The peck of the stork echoed for the first time since the dance began beneath the foliated cleft, which had invited the seeking light of a lonely moon with an exuding spray of flowery musk, which, in its heavy way, had wafted up through the heavens like a moan become a groan, a weeping, pleading admission that some wounded creature was fatally alone.
The night flowers recoiled in a pained, rippling way, as did every pale leaf and stillborn bud of the vast living thing that was the tomb of the idol.
The night flowers then returned to their soundless dance, waving like kelp at the bottom of an airy sea, farther from the moon’s faint rays than any kelp had ever been from the light of the searing sun.
“Peck”—and the night flowers rippled as if in pain, recoiling from the wounded body of their stony king, miasmic lord of their lonely domain.

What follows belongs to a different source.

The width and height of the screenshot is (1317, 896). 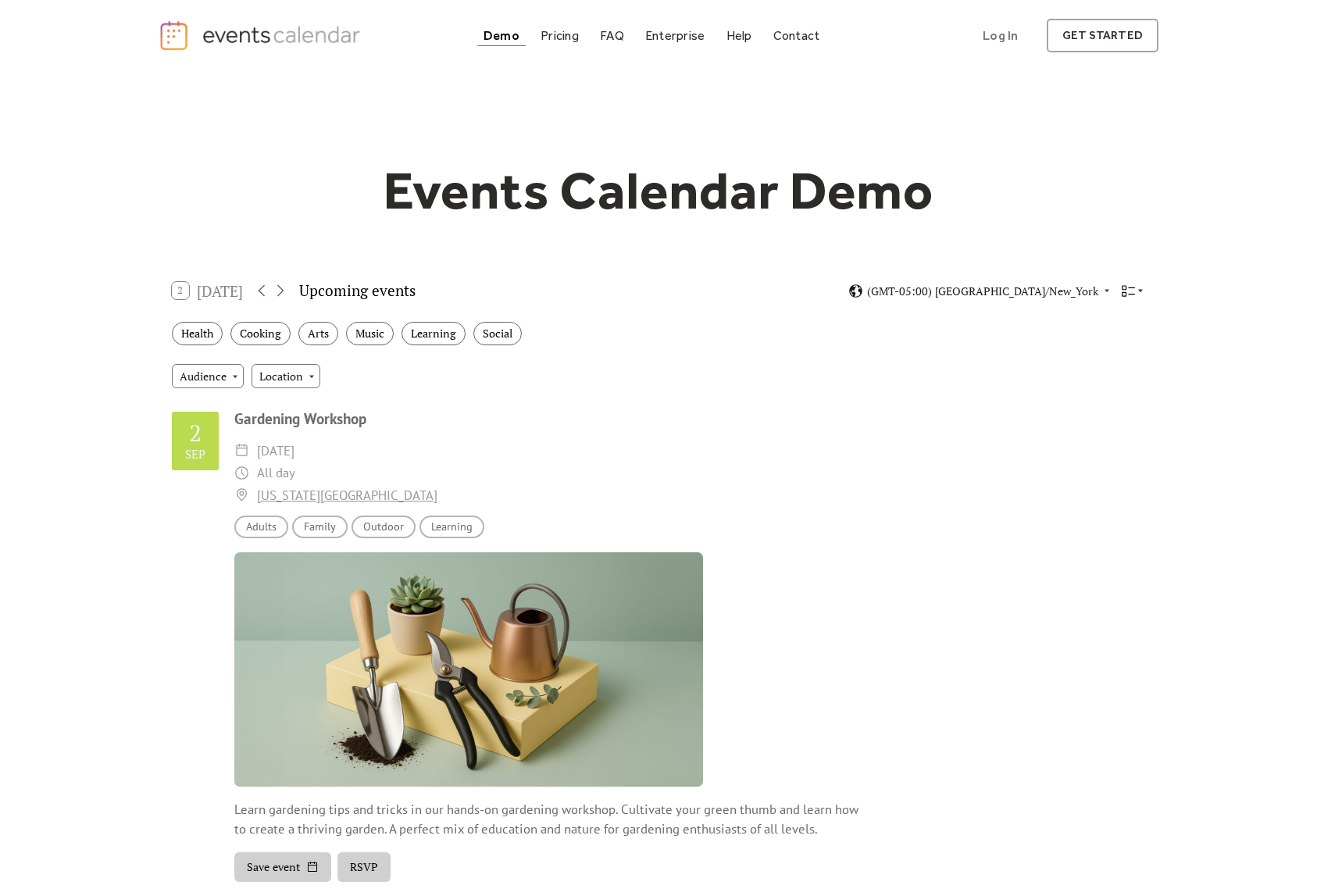 What do you see at coordinates (502, 35) in the screenshot?
I see `a: Demo` at bounding box center [502, 35].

The night flowers returned again to their soundlessly swaying song.
The stork drew back its mottled and featherless head, bulging with blue veins, prepared to deliver the peck that would free this tasty morsel once and for all from the grip of those unsavoring teeth, which had not chewed, gnashed, or ground since the world was young.
The night flowers, had, by this time, come to anticipate the racket, and prepared themselves expectantly for its dull echoing sound, adapting the rude creature’s pecking to their rite. Bulbous, elongated, mottled and featherless vein-bulging head and pallid deathless petals alike swayed back on their sickly necks.
Then came the first sound that had entered the valley of the idol—once a plain, and now a tomb—for ages, a faint metallic whine, an altogether alien sound, more lonely than the dying moon, more avaricious than the pecking stork, and more relentless than the Mother of They Who Danced Before the Crying Idol.
An entire world, a world older than that which its inhabitants could conceive, stopped, looked heavenward, and listened.
And it came, the very bumble bee of heaven, hanging like a spider from its floating silk sack, the only wayfarer of a wingless sky, lighting its own way like a tiny yellow-eyed star falling at the speed of leaf.